Jun 29, 2009 10:38 AM
It was standing room only, overflowing with delegates, guests, family and former longtime UFT leaders who had come to say goodbye to and celebrate the leadership of Randi Weingarten, who was stepping down as UFT president.
Weingarten, who has led the union since 1998 and was elected president of the 1.4 million-member American Federation of Teachers in July 2008, formally announced her resignation, effective July 31, at the June 24 Delegate Assembly.
When Weingarten was elected president of the AFT, she told delegates that she would hold both the national and local positions temporarily, long enough to ensure a smooth transition.
Accepting the position as national president, she said, knowing it would eventually mean leaving her everyday role at the UFT, was one of the hardest decisions she ever had to make.
Weingarten served in both positions for a year, “even though each job is more than full time, deserving more than 24/7 attention,” she told the delegates. “So it is with very mixed emotions that I am announcing that this is my last Delegate Assembly as president of the UFT.”
Before making her announcement, Weingarten, whose tenure was shaped by her creative thinking, tenacity and brilliant negotiating strategies that delivered huge wins for her members, asked the assembly for a moment of personal privilege to address the body.
Anticipating the resignation after days of rumors that circulated throughout the city and speculation in the media, the usually lively, vocal delegates fell completely silent. Then, after a request from Weingarten, they voted to suspend the rules and allow the press into the room.
“I love this union, our members and the children we serve,” Weingarten began, giving a farewell talk that reached across the years from her childhood, with strong memories of her mother, a public school teacher, on strike, up to the challenges that face educators today.
She vowed to preserve hard-won gains and take up today’s challenges as national president, fighting for smaller classes, for more funding for the classroom, for professionalism for teachers, and for wrap-around services that would help equalize economic disparities faced by students and their families.

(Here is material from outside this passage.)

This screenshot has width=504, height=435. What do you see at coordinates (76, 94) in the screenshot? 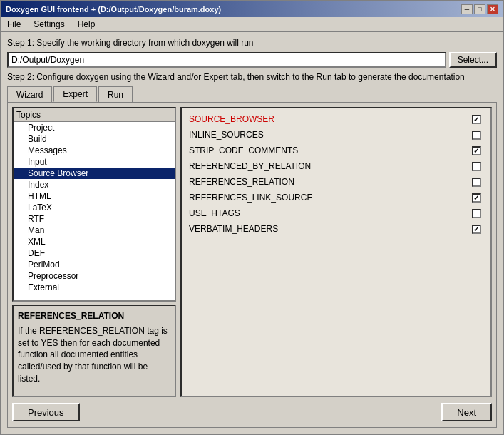
I see `tab-expert: Expert` at bounding box center [76, 94].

“And speaking of economic safety nets, I make no apologies for focusing so much energy … to make our members’ salaries and benefits more competitive,” she said to the resounding applause and cheers that burst out frequently throughout her talk.
Visibly choked up, Weingarten had to pause from time to time to collect herself as she addressed the people she has served for 23 years, starting in 1986 when joining the UFT staff full time as legal counsel.
There was one standing ovation after the next as she talked about some of the fights that she and her members engaged in together and won.
Highlights of those victories included boosting salaries by 43 percent in the last six years, winning funds for repairing crumbling schools, improving school safety, winning time and resources for professional development, winning the Campaign for Fiscal Equity lawsuit, raising the status of paraprofessionals, creating the first union-run charter schools in the country and organizing 28,000 home day care providers.
“The honor of serving you has humbled me,” Weingarten said. “Every single school I visit … every time I express anger at some management act of arrogance … every single fight I’ve led — it’s all in support of the most impressive, most caring, most hardworking group of people anywhere.”
She continued, “I thank you for the opportunity of serving and representing you and for the opportunity to serve our kids. You have been my finest teachers. I will always be only a phone call away. But this, our largest and greatest local in our largest and greatest city, will always be my home.”
When Weingarten was done and the audience was once more on its feet applauding with many delegates in tears, two Queens chapter leaders, Judith Glazer of IS 125 and Vivian Nobile of Edison HS, went on stage and gave her a bouquet of flowers they had brought for the occasion.
Then UFT Vice President for Academic High Schools Leo Casey stood up from the floor and motivated a resolution in tribute to Weingarten [see the resolution on page 10].
After saying goodbye and turning the proceedings over to UFT Secretary Michael Mendel, Weingarten could barely make it across the room due to the sheer number of well-wishers stopping her to say goodbye, get an autograph, shake her hand or embrace her.
Weingarten, who often good-naturedly referred to her petite stature when adjusting microphones at podiums yet who is known as a giant in public education and the labor movement, at last reached the doors of the meeting hall and left her Delegate Assembly for the last time.